The New Few by Ferdinand Mount

The New Few by Ferdinand Mount

Author:Ferdinand Mount [Martin-Mount, Ferdinand]
Language: eng
Format: epub
ISBN: 9781847378019
Publisher: Simon & Schuster


Closing the local

We ought also to take a look at what has happened to local government itself. This is not a pretty sight. For what we see is, for the most part, a withered and castrated remnant of what used to be a vigorous and independent part of British life.

Go back a mere forty years, and you will see local councils in relatively rude health, and still retaining much of the power they and their predecessors – the burgesses and magistrates – had enjoyed for centuries. Prince among those powers was the power to tax. Borough and county councillors had an unrestrained right to levy their rates on businesses and domestic households at whatever level they fancied. They possessed, too, the power to borrow money for public works on the open market by issuing bonds, as well as borrowing from the government through the Public Works Loan Board. As they were reliable repayers and seldom feckless, savers readily bought these bonds, and there were few instances of default.

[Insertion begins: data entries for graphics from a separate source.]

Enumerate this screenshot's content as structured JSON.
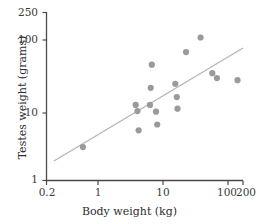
{
  "chart_data": {
    "type": "scatter",
    "title": "",
    "xlabel": "Body weight (kg)",
    "ylabel": "Testes weight (grams)",
    "xscale": "log",
    "yscale": "log",
    "xlim": [
      0.2,
      200
    ],
    "ylim": [
      1,
      250
    ],
    "grid": false,
    "legend": null,
    "xticks": [
      {
        "value": 0.2,
        "label": "0.2"
      },
      {
        "value": 1,
        "label": "1"
      },
      {
        "value": 10,
        "label": "10"
      },
      {
        "value": 100,
        "label": "100"
      },
      {
        "value": 200,
        "label": "200"
      }
    ],
    "yticks": [
      {
        "value": 1,
        "label": "1"
      },
      {
        "value": 10,
        "label": "10"
      },
      {
        "value": 100,
        "label": "100"
      },
      {
        "value": 250,
        "label": "250"
      }
    ],
    "series": [
      {
        "name": "primates",
        "marker": "circle",
        "color": "#9a9a9a",
        "points": [
          {
            "x": 0.72,
            "y": 3.0
          },
          {
            "x": 4.6,
            "y": 12.0
          },
          {
            "x": 4.9,
            "y": 9.8
          },
          {
            "x": 5.1,
            "y": 5.2
          },
          {
            "x": 7.6,
            "y": 12.0
          },
          {
            "x": 7.8,
            "y": 21.0
          },
          {
            "x": 8.1,
            "y": 45.0
          },
          {
            "x": 9.4,
            "y": 9.6
          },
          {
            "x": 9.8,
            "y": 6.3
          },
          {
            "x": 18.5,
            "y": 24.0
          },
          {
            "x": 19.5,
            "y": 15.5
          },
          {
            "x": 20.0,
            "y": 10.6
          },
          {
            "x": 27.0,
            "y": 68.0
          },
          {
            "x": 45.0,
            "y": 110.0
          },
          {
            "x": 68.0,
            "y": 34.0
          },
          {
            "x": 80.0,
            "y": 29.0
          },
          {
            "x": 165.0,
            "y": 27.0
          }
        ]
      }
    ],
    "trendline": {
      "name": "regression-line",
      "color": "#b5b5b5",
      "x_start": 0.26,
      "y_start": 1.9,
      "x_end": 200,
      "y_end": 78
    }
  }
}
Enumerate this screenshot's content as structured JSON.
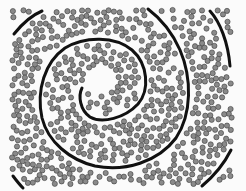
{
  "figure": {
    "title": "",
    "background": "#f7f7f7",
    "panel_bg": "#fbfbfb",
    "line_color": "#111111",
    "dot_fill": "#8a8a8a",
    "dot_stroke": "#3a3a3a",
    "spiral_path": "M82,88 C78,96 80,110 90,117 C102,124 125,118 138,104 C150,90 148,64 132,50 C115,36 85,36 65,48 C45,62 36,90 42,118 C48,142 70,160 95,166 C125,172 158,162 176,138 C192,114 192,78 180,50 C172,32 160,18 148,9",
    "outer_arcs": [
      "M14,34 C22,24 30,16 42,11",
      "M210,11 C220,22 228,42 230,66",
      "M231,150 C224,164 214,176 202,186",
      "M13,176 C16,180 19,184 23,188"
    ],
    "dots": {
      "count": 620,
      "radius": 2.6,
      "seed": 7,
      "region": [
        12,
        10,
        232,
        184
      ]
    }
  }
}
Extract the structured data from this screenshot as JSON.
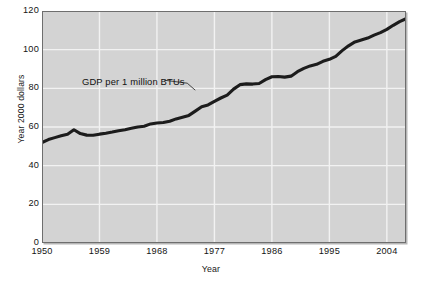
{
  "chart_data": {
    "type": "line",
    "title": "",
    "xlabel": "Year",
    "ylabel": "Year 2000 dollars",
    "xlim": [
      1950,
      2007
    ],
    "ylim": [
      0,
      120
    ],
    "grid": true,
    "legend": "none",
    "annotations": [
      {
        "text": "GDP per  1  million BTUs",
        "target_year": 1974,
        "target_value": 78
      }
    ],
    "xticks": [
      "1950",
      "1959",
      "1968",
      "1977",
      "1986",
      "1995",
      "2004"
    ],
    "xtick_values": [
      1950,
      1959,
      1968,
      1977,
      1986,
      1995,
      2004
    ],
    "yticks": [
      "0",
      "20",
      "40",
      "60",
      "80",
      "100",
      "120"
    ],
    "ytick_values": [
      0,
      20,
      40,
      60,
      80,
      100,
      120
    ],
    "series": [
      {
        "name": "GDP per 1 million BTUs",
        "color": "#1c1c1c",
        "x": [
          1950,
          1951,
          1952,
          1953,
          1954,
          1955,
          1956,
          1957,
          1958,
          1959,
          1960,
          1961,
          1962,
          1963,
          1964,
          1965,
          1966,
          1967,
          1968,
          1969,
          1970,
          1971,
          1972,
          1973,
          1974,
          1975,
          1976,
          1977,
          1978,
          1979,
          1980,
          1981,
          1982,
          1983,
          1984,
          1985,
          1986,
          1987,
          1988,
          1989,
          1990,
          1991,
          1992,
          1993,
          1994,
          1995,
          1996,
          1997,
          1998,
          1999,
          2000,
          2001,
          2002,
          2003,
          2004,
          2005,
          2006,
          2007
        ],
        "values": [
          52.0,
          53.5,
          54.5,
          55.5,
          56.3,
          58.6,
          56.6,
          55.8,
          55.7,
          56.3,
          56.8,
          57.4,
          58.1,
          58.6,
          59.3,
          60.0,
          60.4,
          61.6,
          62.1,
          62.3,
          63.0,
          64.2,
          65.1,
          66.0,
          68.2,
          70.5,
          71.4,
          73.3,
          75.0,
          76.5,
          79.6,
          81.9,
          82.3,
          82.2,
          82.5,
          84.5,
          86.0,
          86.1,
          85.8,
          86.3,
          88.6,
          90.3,
          91.6,
          92.4,
          94.0,
          95.0,
          96.5,
          99.5,
          102.0,
          104.0,
          105.0,
          106.0,
          107.5,
          108.8,
          110.5,
          112.6,
          114.5,
          116.0
        ]
      }
    ]
  },
  "axes": {
    "y_title": "Year 2000 dollars",
    "x_title": "Year"
  }
}
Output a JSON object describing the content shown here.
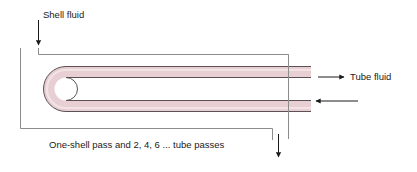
{
  "diagram": {
    "caption": "One-shell pass and 2, 4, 6 ... tube passes",
    "labels": {
      "shell_fluid": "Shell fluid",
      "tube_fluid": "Tube fluid"
    },
    "colors": {
      "tube_fill": "#e9d2d5",
      "tube_fill_light": "#f2e2e4",
      "tube_outline": "#4a4246",
      "shell_outline": "#8c8c8c",
      "arrow": "#1a1a1a",
      "text": "#1a1a1a",
      "background": "#ffffff"
    },
    "flows": [
      {
        "name": "shell-fluid-inlet",
        "direction": "down",
        "label": "Shell fluid"
      },
      {
        "name": "shell-fluid-outlet",
        "direction": "down",
        "label": ""
      },
      {
        "name": "tube-fluid-outlet",
        "direction": "right",
        "label": "Tube fluid"
      },
      {
        "name": "tube-fluid-inlet",
        "direction": "left",
        "label": ""
      }
    ],
    "geometry": {
      "shell_left_x": 20,
      "shell_top_y": 54,
      "shell_right_x": 288,
      "shell_bottom_y": 128,
      "tube_upper_y": 72,
      "tube_lower_y": 94,
      "tube_thickness": 10,
      "tube_right_x": 311
    }
  }
}
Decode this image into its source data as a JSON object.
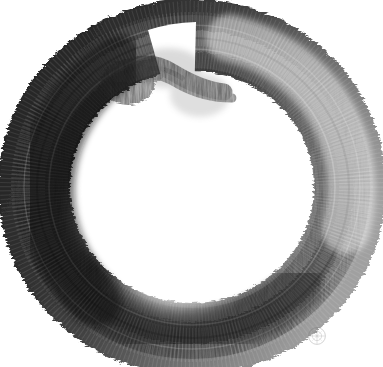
{
  "artwork": {
    "title": "Enso",
    "subject": "enso-zen-circle",
    "medium": "sumi ink brush painting",
    "orientation": "portrait",
    "canvas": {
      "width": 383,
      "height": 367
    },
    "background_color": "#ffffff"
  },
  "ring": {
    "name": "enso-brush-ring",
    "center_x": 192,
    "center_y": 187,
    "radius_x": 160,
    "radius_y": 155,
    "stroke_width": 66,
    "gap_present": true,
    "gap_angle_deg": 285,
    "overlap_point_x": 150,
    "overlap_point_y": 80,
    "direction": "counter-clockwise",
    "texture": "dry-brush radial bristle striations",
    "edge_quality": "ragged serrated outer edge, soft feathered inner edge"
  },
  "tones": {
    "darkest": "#161616",
    "dark": "#2b2b2b",
    "mid_dark": "#3f3f3f",
    "mid": "#595959",
    "mid_light": "#7d7d7d",
    "light": "#a2a2a2",
    "lightest": "#c9c9c9",
    "paper": "#ffffff",
    "highlight_glow": "#ffffff"
  },
  "regions": [
    {
      "name": "top-left-arc",
      "tone": "#2e2e2e",
      "note": "dense dark ink, heavy load"
    },
    {
      "name": "left-arc",
      "tone": "#232323",
      "note": "darkest mass, ragged outer bristles"
    },
    {
      "name": "bottom-left-arc",
      "tone": "#2a2a2a",
      "note": "dark with white glow at inner edge"
    },
    {
      "name": "bottom-arc",
      "tone": "#333333",
      "note": "dark, strong serrated outer edge"
    },
    {
      "name": "bottom-right-arc",
      "tone": "#3a3a3a",
      "note": "dark grey, banded"
    },
    {
      "name": "right-arc",
      "tone": "#6d6d6d",
      "note": "lighter grey, drying brush, visible bands"
    },
    {
      "name": "top-right-arc",
      "tone": "#7f7f7f",
      "note": "lightest, brush running dry"
    },
    {
      "name": "top-arc",
      "tone": "#474747",
      "note": "stroke start, overlapping tail"
    }
  ],
  "highlight": {
    "name": "inner-glow",
    "center_x": 180,
    "center_y": 268,
    "radius": 58,
    "color": "#ffffff",
    "note": "bright blown-out glow on lower inner edge"
  },
  "seal": {
    "name": "artist-seal",
    "x": 306,
    "y": 325,
    "size": 22,
    "color": "#6a6a6a",
    "opacity": 0.3,
    "shape": "circular monogram stamp",
    "label": "artist seal"
  }
}
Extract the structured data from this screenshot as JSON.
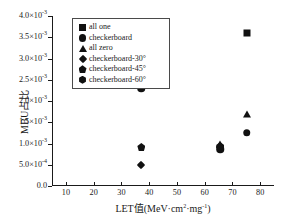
{
  "chart_data": {
    "type": "scatter",
    "title": "",
    "xlabel": "LET值(MeV·cm²·mg⁻¹)",
    "ylabel": "MBU占比",
    "xlim": [
      5,
      85
    ],
    "ylim": [
      0,
      0.004
    ],
    "grid": false,
    "legend_position": "upper-left",
    "xticks": [
      10,
      20,
      30,
      40,
      50,
      60,
      70,
      80
    ],
    "xticklabels": [
      "10",
      "20",
      "30",
      "40",
      "50",
      "60",
      "70",
      "80"
    ],
    "yticks": [
      0,
      0.0005,
      0.001,
      0.0015,
      0.002,
      0.0025,
      0.003,
      0.0035,
      0.004
    ],
    "yticklabels": [
      {
        "mant": "0.0",
        "exp": ""
      },
      {
        "mant": "5.0×10",
        "exp": "-4"
      },
      {
        "mant": "1.0×10",
        "exp": "-3"
      },
      {
        "mant": "1.5×10",
        "exp": "-3"
      },
      {
        "mant": "2.0×10",
        "exp": "-3"
      },
      {
        "mant": "2.5×10",
        "exp": "-3"
      },
      {
        "mant": "3.0×10",
        "exp": "-3"
      },
      {
        "mant": "3.5×10",
        "exp": "-3"
      },
      {
        "mant": "4.0×10",
        "exp": "-3"
      }
    ],
    "series": [
      {
        "name": "all one",
        "marker": "square",
        "points": [
          {
            "x": 75.2,
            "y": 0.0036
          }
        ]
      },
      {
        "name": "checkerboard",
        "marker": "circle",
        "points": [
          {
            "x": 37.2,
            "y": 0.0023
          },
          {
            "x": 65.6,
            "y": 0.00086
          },
          {
            "x": 75.2,
            "y": 0.00125
          }
        ]
      },
      {
        "name": "all zero",
        "marker": "triangle",
        "points": [
          {
            "x": 75.2,
            "y": 0.0017
          },
          {
            "x": 65.6,
            "y": 0.00098
          }
        ]
      },
      {
        "name": "checkerboard-30°",
        "marker": "diamond",
        "points": [
          {
            "x": 37.2,
            "y": 0.0005
          },
          {
            "x": 65.6,
            "y": 0.00092
          }
        ]
      },
      {
        "name": "checkerboard-45°",
        "marker": "pentagon",
        "points": [
          {
            "x": 37.2,
            "y": 0.00092
          },
          {
            "x": 65.6,
            "y": 0.00094
          }
        ]
      },
      {
        "name": "checkerboard-60°",
        "marker": "hexagon",
        "points": [
          {
            "x": 65.6,
            "y": 0.0009
          }
        ]
      }
    ]
  },
  "legend": {
    "entries": [
      {
        "label": "all one",
        "marker": "square"
      },
      {
        "label": "checkerboard",
        "marker": "circle"
      },
      {
        "label": "all zero",
        "marker": "triangle"
      },
      {
        "label": "checkerboard-30°",
        "marker": "diamond"
      },
      {
        "label": "checkerboard-45°",
        "marker": "pentagon"
      },
      {
        "label": "checkerboard-60°",
        "marker": "hexagon"
      }
    ]
  },
  "colors": {
    "marker": "#111111",
    "axis": "#1a1a1a",
    "background": "#ffffff"
  }
}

True, all the activities of local councils had come to be limited and specified by Act of Parliament (though some of those activities predated the statute that regulated them). Councils might, very occasionally, be found by the courts to have strayed beyond their legal powers and would be declared to have acted ultra vires. But in regard to the activities that were permitted to them, local councils enjoyed a remarkable degree of freedom. In education, for example, they could decide whether their schools system was to be comprehensive or divided into grammar and secondary modern, or at secondary level, by age into upper and lower schools; they hired and, less often, fired the teachers; they had a good deal of freedom as to what subjects were to be taught and by what methods. Civil servants in the Department of Education, then only a modest sliver of a building on the approaches to Waterloo Station, were brought up to regard the school curriculum as ‘a secret garden’, into which they tiptoed at their peril.

In some public services, such as the police, the government had built up over the decades the right to advise and even dictate on certain matters, such as police pay and training and the appointment of the Commissioner of Police in London. But as late as 1982, I was on the receiving end of a litany of complaint from the then Home Secretary, Willie Whitelaw, about the repeated frustrations he had experienced in trying to make the police follow his bidding.

I am not arguing that, as a result, our schools and police forces then were always more efficient and responsive to the demands of citizens and parents. All I am saying is that those services then were undeniably local services, and if you wanted to complain about their shortcomings, you went to the local council, not to Whitehall or to some consultative quango. And that local council commanded a good deal of power to shape its services as it wanted, to improve them where necessary and to raise more money for those improvements.